Along with her colleagues, Correll piloted and found successful method while working with several technology companies over the last three years. They dubbed this method as ‘a small wins model’, that focuses on educating managers and workers about bias, diagnosing where gender bias could enter their company’s hiring, promotion or other evaluation practices and working with the company’s leaders to develop tools that help measurably reduce bias and inequality.

An estimate suggests, since 30 years, stereotypes about what men and ladies are prepared to do and how they ought to carry on make individuals assess men and ladies in an unexpected way, particularly when the criteria for assessment are vague. This predisposition puts ladies off guard in working environments, where they get employed and advanced at bringing down rates than men.

Ladies are generally subjected to a higher bar, requiring more confirmation than men to be viewed as qualified. Likewise, if individuals judge a lady to be capable, they frequently judge her as less amiable, a connection that isn’t valid for men.

On account of this exploration, many organizations as of late have put assets into lessening the sorts of inclination that prompt gender imbalance. The two most normal methodologies have been oblivious inclination preparing and formalizing of techniques for procuring and assessing representatives so they depend on accomplishment related criteria.

Correll said, “The change we can realistically expect to produce in any one instance will be small, imperfect and incomplete. Step by step, I believe that these small wins are the path to achieving our larger goal, which is the transformation of our organizations.”

“Both approaches help companies with diversity, they are not complete solutions. While unconscious bias training is important and helps improve short-term behavior during hiring and promotion decisions, the effects wear off over time and can be threatening to people in power, leading to more bias rather than less.”

“Formal procedures for hiring and promotions also haven’t been entirely successful.
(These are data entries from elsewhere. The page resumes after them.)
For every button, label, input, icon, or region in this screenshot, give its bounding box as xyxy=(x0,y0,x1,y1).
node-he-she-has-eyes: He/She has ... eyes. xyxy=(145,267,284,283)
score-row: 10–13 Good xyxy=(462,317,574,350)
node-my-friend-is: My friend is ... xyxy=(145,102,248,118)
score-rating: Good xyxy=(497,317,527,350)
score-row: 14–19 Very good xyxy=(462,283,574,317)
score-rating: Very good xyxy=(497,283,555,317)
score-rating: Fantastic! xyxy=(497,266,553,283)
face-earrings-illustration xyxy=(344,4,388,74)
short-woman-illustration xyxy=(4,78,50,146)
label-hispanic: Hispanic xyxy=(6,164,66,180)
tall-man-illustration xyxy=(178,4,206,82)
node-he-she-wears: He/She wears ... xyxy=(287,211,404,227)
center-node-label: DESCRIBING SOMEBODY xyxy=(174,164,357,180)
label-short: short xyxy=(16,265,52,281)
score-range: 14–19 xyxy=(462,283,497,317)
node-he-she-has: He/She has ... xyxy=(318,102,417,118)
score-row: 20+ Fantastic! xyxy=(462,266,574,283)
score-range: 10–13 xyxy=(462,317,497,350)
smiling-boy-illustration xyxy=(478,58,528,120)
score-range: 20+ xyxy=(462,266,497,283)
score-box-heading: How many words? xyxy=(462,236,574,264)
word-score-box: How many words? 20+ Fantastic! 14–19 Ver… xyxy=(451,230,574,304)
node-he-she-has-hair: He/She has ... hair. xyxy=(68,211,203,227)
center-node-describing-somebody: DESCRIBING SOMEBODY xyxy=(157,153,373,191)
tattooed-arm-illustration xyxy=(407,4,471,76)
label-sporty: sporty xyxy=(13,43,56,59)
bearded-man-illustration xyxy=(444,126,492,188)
For example, fire departments previously used height as a criterion for screening applicants. Despite height being an objective benchmark, its requirement screens out more women than men and a person’s height isn’t directly related to one’s ability to perform the job of a firefighter.”
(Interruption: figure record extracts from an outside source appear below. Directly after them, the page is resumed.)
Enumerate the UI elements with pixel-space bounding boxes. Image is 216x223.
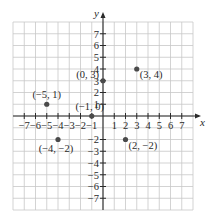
data-point-label: (2, −2) — [129, 140, 158, 152]
y-tick-label: −4 — [88, 158, 100, 169]
data-point-label: (−1, 0) — [75, 101, 104, 113]
y-tick-label: −5 — [88, 170, 99, 181]
x-tick-label: 2 — [123, 120, 128, 131]
x-axis-label: x — [199, 116, 205, 128]
x-tick-label: −7 — [19, 120, 30, 131]
data-point — [100, 78, 105, 83]
x-tick-label: −6 — [30, 120, 41, 131]
data-point-label: (−4, −2) — [39, 143, 74, 155]
axes — [13, 12, 201, 210]
x-tick-label: −4 — [52, 120, 64, 131]
x-tick-label: −2 — [75, 120, 86, 131]
y-tick-label: −7 — [88, 193, 99, 204]
data-point-label: (−5, 1) — [32, 89, 61, 101]
y-tick-label: −6 — [88, 181, 99, 192]
x-tick-label: 3 — [134, 120, 139, 131]
x-tick-label: 6 — [168, 120, 173, 131]
data-point — [134, 66, 139, 71]
data-point — [44, 102, 49, 107]
x-tick-label: −1 — [86, 120, 97, 131]
y-tick-label: −2 — [88, 134, 99, 145]
y-tick-label: 2 — [94, 87, 99, 98]
x-tick-label: −3 — [64, 120, 75, 131]
x-tick-label: −5 — [41, 120, 52, 131]
data-point — [89, 113, 94, 118]
data-point — [123, 137, 128, 142]
x-tick-label: 4 — [145, 120, 151, 131]
y-tick-label: −3 — [88, 146, 99, 157]
data-point-label: (3, 4) — [140, 69, 163, 81]
x-tick-label: 1 — [112, 120, 117, 131]
data-point — [55, 137, 60, 142]
x-tick-label: 5 — [157, 120, 162, 131]
data-point-label: (0, 3) — [76, 69, 99, 81]
y-axis-label: y — [93, 7, 99, 19]
y-tick-label: 5 — [94, 52, 99, 63]
x-tick-label: 7 — [179, 120, 184, 131]
y-tick-label: 6 — [94, 40, 99, 51]
y-axis-arrow-icon — [101, 12, 106, 18]
coordinate-plane: −7−6−5−4−3−2−112345677654321−2−3−4−5−6−7… — [0, 0, 216, 223]
y-tick-label: 7 — [94, 29, 99, 40]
In this model, a company would provide workers with bias training and experts would analyze the company’s procedures to understand where bias might be creeping in. The experts would then work with managers of the company to develop better procedures or tools, implement them and evaluate what changes they produce. The entire process focuses on creating objective performance checklists and other tools that eliminate ambiguity and the chance for bias from people using them.

When tried this model with several companies, they found measurable improvements in gender inequalities at those companies.

When putting it in place a new employee scorecard, managers were less likely to discuss an employee’s personality rather than his or her work. Before the new scorecard, comments during these discussions criticized 14 percent of women for being ‘too aggressive’ and 8 percent of men for being ‘too soft’. A year later, after rolling out the new scorecard, those figures dropped to zero percent and 1 percent, respectively.

Correll said, “Bias training can backfire, increasing bias; and formal procedures can be misused by decision makers or, worse, have gender biases built into their design. In spite of these limitations, I argue that educating about stereotyping and bias and formalizing evaluation processes are two key building blocks crucial for producing sustainable change.”

“Well, we have been inspired by the number of managers and leaders dedicated to equality in the workplace whom she has met over the past three years. Although reducing bias and inequality completely will take a long time.”

“It’s encouraging to see that many people genuinely want to be more inclusive. These companies didn’t have to open up to us researchers. And I can’t stress enough how valuable working with them and evaluating their data has been.”

The results are published in Gender & Society.